What we don't measure (yet)

  • Code generation quality — other benchmarks cover this. We focus on infrastructure.
  • Developer experience — subjective and impossible to benchmark objectively.
  • Pricing — changes too frequently and depends on usage patterns. We may add cost-per-request analysis in a future report.
  • Security — requires a different methodology (penetration testing, header analysis, dependency auditing). Planned for Q3.
  • Geographic latency — all tests run from us-east-1. Multi-region testing is planned.

Limitations and biases

We are transparent about the limitations of this benchmark:

  • OpenKBS is a tested platform.
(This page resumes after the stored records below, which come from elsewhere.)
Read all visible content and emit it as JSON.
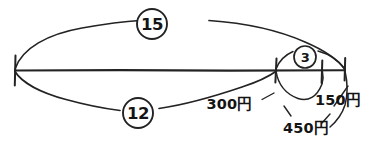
{
  "diagram": {
    "type": "hand-drawn-line-segment-diagram",
    "title": "",
    "background_color": "#ffffff",
    "ink_color": "#232323",
    "baseline": {
      "name": "horizontal-base-line",
      "x_start": 15,
      "x_end": 345,
      "y": 70
    },
    "ticks": [
      {
        "id": "tick-left-end",
        "x": 15,
        "y": 70
      },
      {
        "id": "tick-split-a",
        "x": 276,
        "y": 70
      },
      {
        "id": "tick-split-b",
        "x": 322,
        "y": 70
      },
      {
        "id": "tick-right-end",
        "x": 345,
        "y": 70
      }
    ],
    "arc_labels": [
      {
        "id": "arc-label-15",
        "value": "15",
        "shape": "circle",
        "size": "large",
        "cx": 152,
        "cy": 24,
        "r": 15,
        "spans": "full-span-top",
        "span_from": 15,
        "span_to": 345
      },
      {
        "id": "arc-label-12",
        "value": "12",
        "shape": "circle",
        "size": "large",
        "cx": 138,
        "cy": 113,
        "r": 15,
        "spans": "left-segment-bottom",
        "span_from": 15,
        "span_to": 276
      },
      {
        "id": "arc-label-3",
        "value": "3",
        "shape": "circle",
        "size": "small",
        "cx": 305,
        "cy": 57,
        "r": 11,
        "spans": "right-segment-top",
        "span_from": 276,
        "span_to": 345
      }
    ],
    "price_labels": [
      {
        "id": "price-300",
        "text": "300円",
        "amount": 300,
        "currency": "円",
        "x": 229,
        "y": 104,
        "points_to_tick": "tick-split-a"
      },
      {
        "id": "price-450",
        "text": "450円",
        "amount": 450,
        "currency": "円",
        "x": 283,
        "y": 128,
        "points_to_tick": "tick-split-b"
      },
      {
        "id": "price-150",
        "text": "150円",
        "amount": 150,
        "currency": "円",
        "x": 315,
        "y": 100,
        "points_to_tick": "tick-right-end"
      }
    ]
  }
}
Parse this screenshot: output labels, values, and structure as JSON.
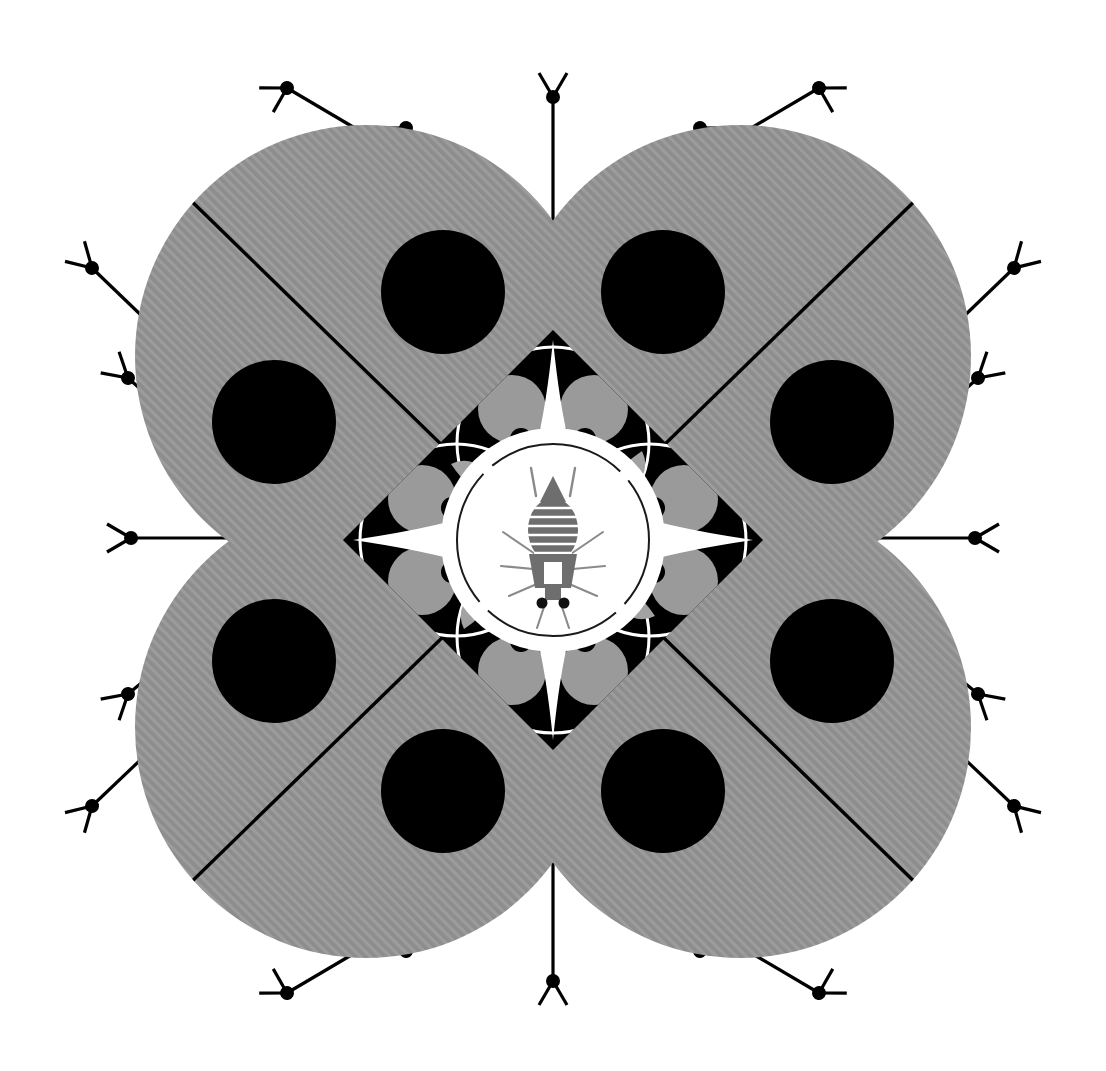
{
  "artwork": {
    "title": "Radial Symmetric Insect Mandala",
    "description": "Four-fold rotationally symmetric black-and-white graphic composition with four large hatched gray discs, a central black diamond containing a white four-pointed star, and a bee-like insect figure at center.",
    "canvas": {
      "width": 1106,
      "height": 1071,
      "background": "#ffffff"
    },
    "center": {
      "x": 553,
      "y": 540
    }
  },
  "palette": {
    "background": "#ffffff",
    "gray_fill": "#909090",
    "gray_hatch": "#9b9b9b",
    "black": "#000000",
    "inner_gray_circle": "#9a9a9a",
    "lens_gray": "#a0a0a0",
    "insect_gray": "#6e6e6e",
    "insect_stripe": "#595959",
    "white": "#ffffff"
  },
  "layers": {
    "outer_antennae": {
      "name": "outer-tripod-antennae",
      "count": 20,
      "node_radius": 7,
      "stem_width": 3,
      "arm_length": 26,
      "description": "Line segments radiating outward from the four gray discs, each terminating in a filled black dot with two short perpendicular branch arms forming a tripod/Y shape."
    },
    "gray_discs": {
      "name": "hatched-gray-discs",
      "count": 4,
      "radius": 231,
      "centers": [
        {
          "id": "top-left",
          "x": 366,
          "y": 356
        },
        {
          "id": "top-right",
          "x": 740,
          "y": 356
        },
        {
          "id": "bottom-left",
          "x": 366,
          "y": 727
        },
        {
          "id": "bottom-right",
          "x": 740,
          "y": 727
        }
      ],
      "hatch_spacing": 7,
      "hatch_angle_deg": 45,
      "black_dots_per_disc": 2,
      "black_dot_radius": 62,
      "divider_line_width": 3,
      "description": "Each disc is filled with fine diagonal hatching, crossed by a single black diagonal chord line, and carries two solid black circular dots."
    },
    "diamond": {
      "name": "central-black-diamond",
      "half_diagonal": 210,
      "fill": "#000000",
      "description": "Black square rotated 45 degrees centered on the composition."
    },
    "star": {
      "name": "white-four-pointed-star",
      "point_length": 182,
      "fill": "#ffffff",
      "description": "Concave four-pointed white star with needle-sharp points aimed at the diamond vertices."
    },
    "inner_rings": {
      "name": "white-ring-outlines",
      "count": 4,
      "radius": 96,
      "stroke": "#ffffff",
      "stroke_width": 3,
      "offset": 97,
      "description": "Four thin white circular outlines arranged around the center inside the black diamond."
    },
    "corner_gray_circles": {
      "name": "gray-accent-circles",
      "count": 8,
      "radius": 34,
      "fill": "#9a9a9a",
      "description": "Eight mid-gray circles placed in pairs near the four vertices of the black diamond."
    },
    "lens_shapes": {
      "name": "gray-lens-leaves",
      "count": 4,
      "fill": "#a0a0a0",
      "description": "Four pointed lens / leaf shapes inside the black field, oriented diagonally."
    },
    "junction_dots": {
      "name": "black-junction-dots",
      "count": 8,
      "radius": 11,
      "fill": "#000000",
      "description": "Eight small black dots sitting on the white star where the ring outlines intersect."
    },
    "center_circle": {
      "name": "center-outlined-circle",
      "radius": 112,
      "fill": "#ffffff",
      "stroke": "#1a1a1a",
      "stroke_width": 2,
      "dash": "broken at four cardinal points",
      "description": "White circle with a thin dark outline broken by four small gaps."
    },
    "insect": {
      "name": "central-insect-figure",
      "kind": "bee-wasp",
      "fill": "#6e6e6e",
      "parts": [
        "triangular-head",
        "two-antennae",
        "striped-abdomen",
        "thorax-with-square-marking",
        "six-radiating-legs",
        "two-black-eye-dots"
      ],
      "abdomen_stripes": 6,
      "description": "Stylized gray insect viewed from above: pointed triangular head, pair of antennae, horizontally banded oval abdomen, thorax bearing a rectangular notch, and thin legs splayed outward."
    }
  }
}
The infrastructure that runs this website (OpenKBS) is also one of the platforms we benchmark. We address this by publishing our methodology, raw data, and test scripts. If our numbers for OpenKBS look wrong, you can verify them yourself.
  • Single test application. Different apps stress different parts of the infrastructure. A CPU-heavy image processing app would produce different results than our CRUD-heavy test app.
  • Single region. All tests run from us-east-1. Platforms with edge deployments may perform better from other regions.
  • Point-in-time data. Platforms update their infrastructure regularly. Our benchmarks reflect performance at the time of testing. We re-run quarterly.

How to replicate

The full benchmark suite is open: the API specification (SPEC.md), k6 scripts, orchestration scripts, and aggregation tooling. Give the SPEC.md to any vibe coding platform and ask it to implement the Notes API. Then run ./benchmark/scripts/run-all.sh <platform> <base_url> against the deployed endpoint. If you get different results, we want to know. We'd rather be wrong in public than right in private.